5) Yes, that's what I'm doing. And there's no such place as "Britain".

6) Ah... The Community Foundation Network. It runs the Fair Share Trust, which is funded by The Big Lottery, i.e. the government and Local Giving which vets local charities to see whether they are Righteous enough, sort of like a self-appointed Charity Commission but with even less democratic accountability... see (1).

Now, for the money shot, it got £6.7 million in "donations and grants" and Note 3a tells us that £6.1 million of that was from Comic Relief, with another £283,000 from The Big Lottery Fund and £210,000 from The Office of the Third Sector. So it's all government/official funding, if you count the BBC as part of the government, which I do.

Or to put it another way, The Community Foundation Network gets practically no donations from the general public, or at least not directly.

8 comments:

Sackerson said...

Does the cap apply to donations to political parties?

Graeme said...

the idea of giving money to institutions that do the things I enjoy or want to support - let's call them charities - such as supporting orphans, classical music, unusual artistic events, battered housewives, is something I do. I really resent the extra layer of fake charities that get in the way and tell me where to send my money.

Mark Wadsworth said...

S, donations to political parties aren't tax deductible (the only exemption that exists is a limited exemption for Inheritance Tax).

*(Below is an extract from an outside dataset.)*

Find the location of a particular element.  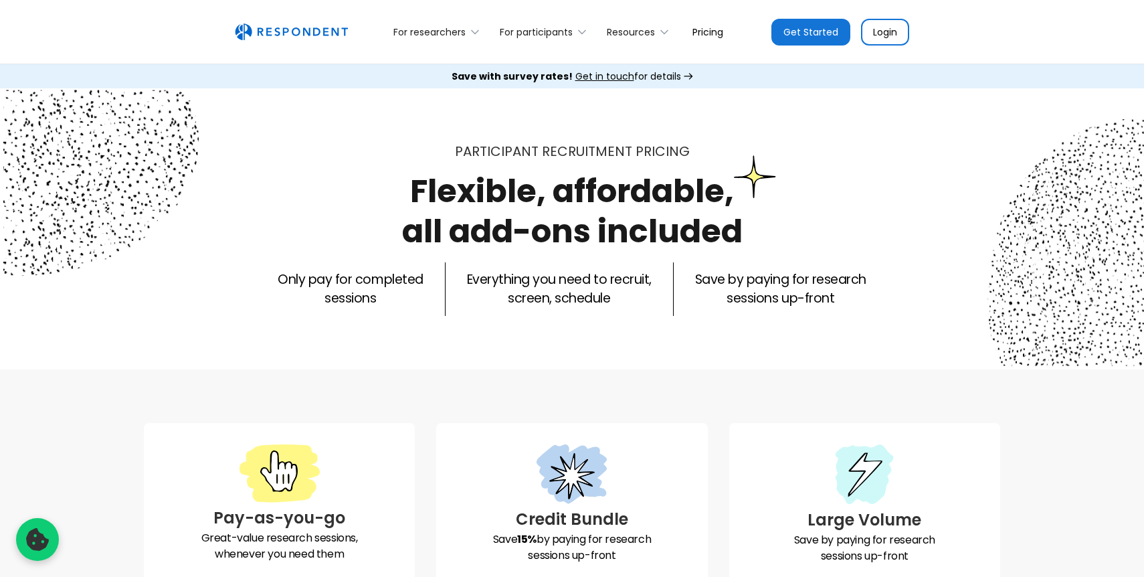

strong: 15% is located at coordinates (527, 539).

G, exactly. And hopefully you'd still do it without the tax breaks.

TheFatBigot said...

"... it's all government/official funding, if you count the BBC as part of the government ..."

I don't think you need to count the BBC as part of the government. Comic Relief is a charity and has a board of righteous lefties who decide how to waste the money they collect. In that it is similar to the BBC without actually being the BBC.

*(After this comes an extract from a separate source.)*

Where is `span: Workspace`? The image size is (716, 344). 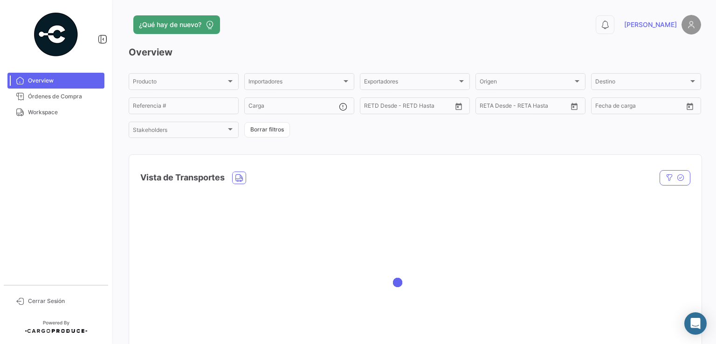
span: Workspace is located at coordinates (64, 112).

There really is something quite sickening about Comic Relief. It raising millions from people by saying their donations will go to relieve desperate poverty, scrawny brown children with flies around their noses are paraded to maximise the emotional impact. In fact their website says they "spend that money in the best possible way to tackle the root causes of poverty and social injustice".

Ho hum. "Social injustice". Also known as an an absence of socialism. No doubt a lot of good does come from some of the cash doled out by Comic Relief and some scrawny brown babies are ridded of their scrawniness and of the flies they previously hosted. But for so long as they include tackling "social injustice" in their aims they will throw money at groups and individuals who achieve nothing substantive. It drives me nuts.

Sackerson said...

Sorry Mark, I was thinking about IHT - but didn't know there was a limit now?

Mark Wadsworth said...

TFB, I count omic Relief as part of BBC an BBC as part of the government.

S, donations or bequests to political parties are IHT exempt if the party has two or more MPs at Westminster. So the exemption is no good to small parties.

Bayard said...

Graeme, the Buddhists believe, AFAIK, that the benefit to you from charitable giving comes from the act of giving. What the recipient does with your gift is their own karma. However, when I give money, I want it to go to a charity that I know does some good, not to some bloody middleman organisation, which is why I never give to chuggers, telechuggers or anything like Comic Relief.
What is the point of Comic Relief, FFS, apart from being a vehicle for acquiring Buddhist merit? If you want to give money to a charity there are thousands out there, easily discoverable via the internet, that will take your money directly.
3) above: Hurrah! why not deprive them of 100% of their funding and close them down altogether? That way the charities at the end of the line will see their incomes increase by the cost of the useless middlemen who have been abolished, more than making up for the loss in tax breaks. When a parish council is able to get money directly from the Lottery, there is absolutely no excuse for these organisations to exist.

Lola said...

All of the foregoing. It's just officially sanctioned extortion to enable smug gits to play at being 'charitable' at no cost to themselves.